Strings
The string builtins cover the basics every web app reaches for: case folding, whitespace trimming, splitting and joining, substring search and replace, prefix/suffix checks, padding for column alignment, and a positional format for templated output. Every call works identically on the server (during > server evaluation) and in the browser (inside handlers) — same name, same result.
upper / lower
Case folding, ASCII + Unicode aware
upper(s) and lower(s) return a new string with the case folded. They handle Unicode — accented characters and non-Latin scripts round-trip correctly.
<p> [upper('hello')]
<p> [lower('WORLD')] HELLO
world
trim — strip leading and trailing whitespace
Inner spaces are preserved
trim(s) removes whitespace (spaces, tabs, newlines) from both ends of the string. Useful for cleaning up form input before validation. Inner whitespace is left alone — use regex.replace if you need to collapse runs.
<p> ([trim(' hi ')]) (hi)
split / join — array bridge
Two halves of the same conversion
split(s, sep) cuts a string on a delimiter into an array. join(arr, sep) is the inverse — turns an array of strings into a delimited string. Together they let you reshape "list-as-string" data without touching the loop.
<p> [split('a,b,c', ',')]
<p> [join(items, ' / ')] split: [a, b, c]
join: apples / pears / figs
replace — all occurrences
No regex, no special chars
replace(s, from, to) swaps every occurrence of a literal substring. There are no escape rules — every character is matched literally. For pattern-based replacement, use regex.replace from the regex namespace.
<p> [replace('foo bar foo', 'foo', 'baz')] baz bar baz
starts_with / ends_with / contains
Three substring predicates, return booleans
Each takes the haystack first and the needle second, returning true or false. contains is overloaded — it also works on arrays (element membership) and objects (key membership), which is convenient when the data shape changes between two call sites.
<p> [starts_with('hello world', 'hello')]
<p> [ends_with('hello world', 'world')]
<p> [contains('hello world', 'lo wo')]
<p> [contains(items, 'pears')] starts: true
ends: true
contains string: true
contains array: true
pad_left / pad_right
Fixed-width alignment for tables and IDs
pad_left(s, width, char) prepends the pad character until the result is the requested width; pad_right appends instead. If the input is already at or over the width, it's returned unchanged. Common use: zero-padding numeric IDs for sortable filenames.
<p> ([pad_left('7', 3, '0')])
<p> ([pad_right('7', 3, '.')]) pad_left: (007)
pad_right: (7..)
repeat — concat N times
Quick separators, ASCII art, retry indicators
repeat(s, n) joins n copies of s into one string. Useful for rules in plain-text output, leader dots, or progress bars.
<p> [repeat('ab', 3)]
<p> [repeat('-', 20)] ababab
--------------------
format — positional placeholders
{} consumes args in order; no named slots
format(template, args...) substitutes each {} with the next argument. There are no named or indexed slots — order is the contract. The format spec mirrors the simplest Python f-string subset on purpose; reach for prose concatenation when you need anything richer.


**Problem requirements:** Give the entries again exactly as they appear, but without the images.
### Given data ###
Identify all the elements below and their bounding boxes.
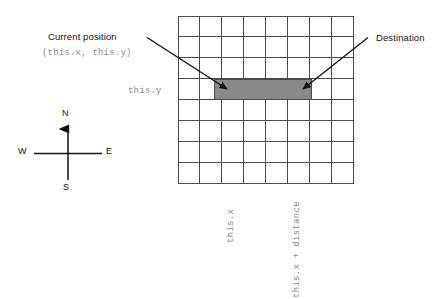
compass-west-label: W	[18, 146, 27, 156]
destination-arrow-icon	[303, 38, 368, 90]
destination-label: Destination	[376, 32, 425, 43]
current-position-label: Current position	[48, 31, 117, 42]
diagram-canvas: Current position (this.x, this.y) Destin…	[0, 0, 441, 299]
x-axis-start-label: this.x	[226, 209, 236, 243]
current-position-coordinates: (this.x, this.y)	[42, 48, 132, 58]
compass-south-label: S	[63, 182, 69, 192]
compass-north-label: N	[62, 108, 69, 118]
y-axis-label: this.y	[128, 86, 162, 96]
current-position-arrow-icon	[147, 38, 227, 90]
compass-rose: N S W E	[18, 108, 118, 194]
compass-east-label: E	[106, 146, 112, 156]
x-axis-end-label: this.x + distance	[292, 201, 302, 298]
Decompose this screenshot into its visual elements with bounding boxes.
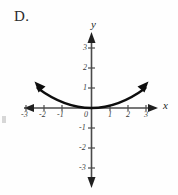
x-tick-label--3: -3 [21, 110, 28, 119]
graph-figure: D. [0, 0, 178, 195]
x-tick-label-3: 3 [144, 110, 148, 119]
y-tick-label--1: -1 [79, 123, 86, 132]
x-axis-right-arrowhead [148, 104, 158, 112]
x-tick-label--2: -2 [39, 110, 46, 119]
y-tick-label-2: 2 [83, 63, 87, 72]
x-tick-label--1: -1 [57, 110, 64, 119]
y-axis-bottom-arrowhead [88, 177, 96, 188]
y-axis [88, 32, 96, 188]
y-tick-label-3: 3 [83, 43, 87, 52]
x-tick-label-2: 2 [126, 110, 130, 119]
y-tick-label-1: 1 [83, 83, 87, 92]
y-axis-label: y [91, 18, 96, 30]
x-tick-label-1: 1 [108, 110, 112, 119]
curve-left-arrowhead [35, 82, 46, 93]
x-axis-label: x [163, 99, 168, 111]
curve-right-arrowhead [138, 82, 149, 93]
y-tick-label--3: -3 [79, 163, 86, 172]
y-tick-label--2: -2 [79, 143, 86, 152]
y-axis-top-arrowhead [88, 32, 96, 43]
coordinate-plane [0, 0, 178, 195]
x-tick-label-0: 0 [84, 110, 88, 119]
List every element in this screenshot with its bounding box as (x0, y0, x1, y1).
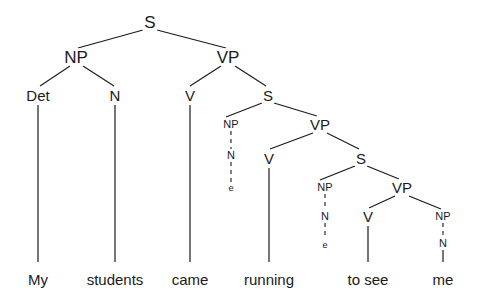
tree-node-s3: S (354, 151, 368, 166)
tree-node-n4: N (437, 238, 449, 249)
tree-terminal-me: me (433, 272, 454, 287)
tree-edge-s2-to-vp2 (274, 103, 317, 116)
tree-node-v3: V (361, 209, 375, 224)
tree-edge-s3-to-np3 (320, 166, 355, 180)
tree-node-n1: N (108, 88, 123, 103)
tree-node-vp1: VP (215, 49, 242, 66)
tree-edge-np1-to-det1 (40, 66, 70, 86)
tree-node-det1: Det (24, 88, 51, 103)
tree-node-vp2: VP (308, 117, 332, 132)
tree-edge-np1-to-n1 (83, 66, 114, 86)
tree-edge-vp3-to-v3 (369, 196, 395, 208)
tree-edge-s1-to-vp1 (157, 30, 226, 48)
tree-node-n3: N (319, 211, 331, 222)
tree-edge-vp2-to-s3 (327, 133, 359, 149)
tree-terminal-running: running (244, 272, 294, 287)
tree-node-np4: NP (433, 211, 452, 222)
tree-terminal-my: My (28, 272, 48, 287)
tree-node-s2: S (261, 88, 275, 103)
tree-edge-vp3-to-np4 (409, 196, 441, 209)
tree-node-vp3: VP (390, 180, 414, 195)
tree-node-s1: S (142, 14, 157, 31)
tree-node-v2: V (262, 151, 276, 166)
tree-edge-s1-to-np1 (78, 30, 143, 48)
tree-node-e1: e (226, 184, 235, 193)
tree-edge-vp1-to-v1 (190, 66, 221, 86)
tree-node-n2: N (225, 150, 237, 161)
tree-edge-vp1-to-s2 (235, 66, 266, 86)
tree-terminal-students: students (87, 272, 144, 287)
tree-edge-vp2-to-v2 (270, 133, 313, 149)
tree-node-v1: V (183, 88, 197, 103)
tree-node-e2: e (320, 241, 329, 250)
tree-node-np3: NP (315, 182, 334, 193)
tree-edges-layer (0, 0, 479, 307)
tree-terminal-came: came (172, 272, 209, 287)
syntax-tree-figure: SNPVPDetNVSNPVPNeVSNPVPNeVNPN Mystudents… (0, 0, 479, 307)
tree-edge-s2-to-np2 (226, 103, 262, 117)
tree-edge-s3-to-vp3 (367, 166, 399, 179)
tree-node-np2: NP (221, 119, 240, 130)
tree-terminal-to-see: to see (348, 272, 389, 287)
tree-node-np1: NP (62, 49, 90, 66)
###
**Reply to the exercise:**
Identify all the elements below and their bounding boxes.
compass-west-label: W	[18, 146, 27, 156]
destination-arrow-icon	[303, 38, 368, 90]
destination-label: Destination	[376, 32, 425, 43]
current-position-label: Current position	[48, 31, 117, 42]
diagram-canvas: Current position (this.x, this.y) Destin…	[0, 0, 441, 299]
x-axis-start-label: this.x	[226, 209, 236, 243]
current-position-coordinates: (this.x, this.y)	[42, 48, 132, 58]
compass-south-label: S	[63, 182, 69, 192]
compass-north-label: N	[62, 108, 69, 118]
y-axis-label: this.y	[128, 86, 162, 96]
current-position-arrow-icon	[147, 38, 227, 90]
compass-rose: N S W E	[18, 108, 118, 194]
compass-east-label: E	[106, 146, 112, 156]
x-axis-end-label: this.x + distance	[292, 201, 302, 298]
Decompose this screenshot into its visual elements with bounding boxes.
x-tick-label--3: -3 [21, 110, 28, 119]
graph-figure: D. [0, 0, 178, 195]
x-tick-label-3: 3 [144, 110, 148, 119]
y-tick-label--1: -1 [79, 123, 86, 132]
x-axis-right-arrowhead [148, 104, 158, 112]
x-tick-label--2: -2 [39, 110, 46, 119]
y-tick-label-2: 2 [83, 63, 87, 72]
x-tick-label--1: -1 [57, 110, 64, 119]
y-axis-bottom-arrowhead [88, 177, 96, 188]
y-axis [88, 32, 96, 188]
y-tick-label-3: 3 [83, 43, 87, 52]
x-tick-label-2: 2 [126, 110, 130, 119]
y-tick-label-1: 1 [83, 83, 87, 92]
y-axis-label: y [91, 18, 96, 30]
x-tick-label-1: 1 [108, 110, 112, 119]
curve-left-arrowhead [35, 82, 46, 93]
x-axis-label: x [163, 99, 168, 111]
curve-right-arrowhead [138, 82, 149, 93]
y-tick-label--3: -3 [79, 163, 86, 172]
y-tick-label--2: -2 [79, 143, 86, 152]
y-axis-top-arrowhead [88, 32, 96, 43]
coordinate-plane [0, 0, 178, 195]
x-tick-label-0: 0 [84, 110, 88, 119]
List every element in this screenshot with its bounding box as (x0, y0, x1, y1).
tree-node-s3: S (354, 151, 368, 166)
tree-node-n4: N (437, 238, 449, 249)
tree-terminal-me: me (433, 272, 454, 287)
tree-edge-s2-to-vp2 (274, 103, 317, 116)
tree-node-v3: V (361, 209, 375, 224)
tree-edge-s3-to-np3 (320, 166, 355, 180)
tree-node-n1: N (108, 88, 123, 103)
tree-node-vp1: VP (215, 49, 242, 66)
tree-edge-np1-to-det1 (40, 66, 70, 86)
tree-node-det1: Det (24, 88, 51, 103)
tree-node-vp2: VP (308, 117, 332, 132)
tree-edge-np1-to-n1 (83, 66, 114, 86)
tree-edge-vp3-to-v3 (369, 196, 395, 208)
tree-edge-s1-to-vp1 (157, 30, 226, 48)
tree-node-n3: N (319, 211, 331, 222)
tree-edge-vp2-to-s3 (327, 133, 359, 149)
tree-terminal-running: running (244, 272, 294, 287)
tree-node-np4: NP (433, 211, 452, 222)
tree-terminal-my: My (28, 272, 48, 287)
tree-node-s2: S (261, 88, 275, 103)
tree-edge-vp3-to-np4 (409, 196, 441, 209)
tree-node-vp3: VP (390, 180, 414, 195)
tree-node-s1: S (142, 14, 157, 31)
tree-node-v2: V (262, 151, 276, 166)
tree-edge-s1-to-np1 (78, 30, 143, 48)
tree-node-e1: e (226, 184, 235, 193)
tree-edge-vp1-to-v1 (190, 66, 221, 86)
tree-node-n2: N (225, 150, 237, 161)
tree-edge-vp1-to-s2 (235, 66, 266, 86)
tree-terminal-students: students (87, 272, 144, 287)
tree-edge-vp2-to-v2 (270, 133, 313, 149)
tree-node-v1: V (183, 88, 197, 103)
tree-node-e2: e (320, 241, 329, 250)
tree-node-np3: NP (315, 182, 334, 193)
tree-edges-layer (0, 0, 479, 307)
tree-terminal-came: came (172, 272, 209, 287)
syntax-tree-figure: SNPVPDetNVSNPVPNeVSNPVPNeVNPN Mystudents… (0, 0, 479, 307)
tree-edge-s2-to-np2 (226, 103, 262, 117)
tree-edge-s3-to-vp3 (367, 166, 399, 179)
tree-node-np2: NP (221, 119, 240, 130)
tree-terminal-to-see: to see (348, 272, 389, 287)
tree-node-np1: NP (62, 49, 90, 66)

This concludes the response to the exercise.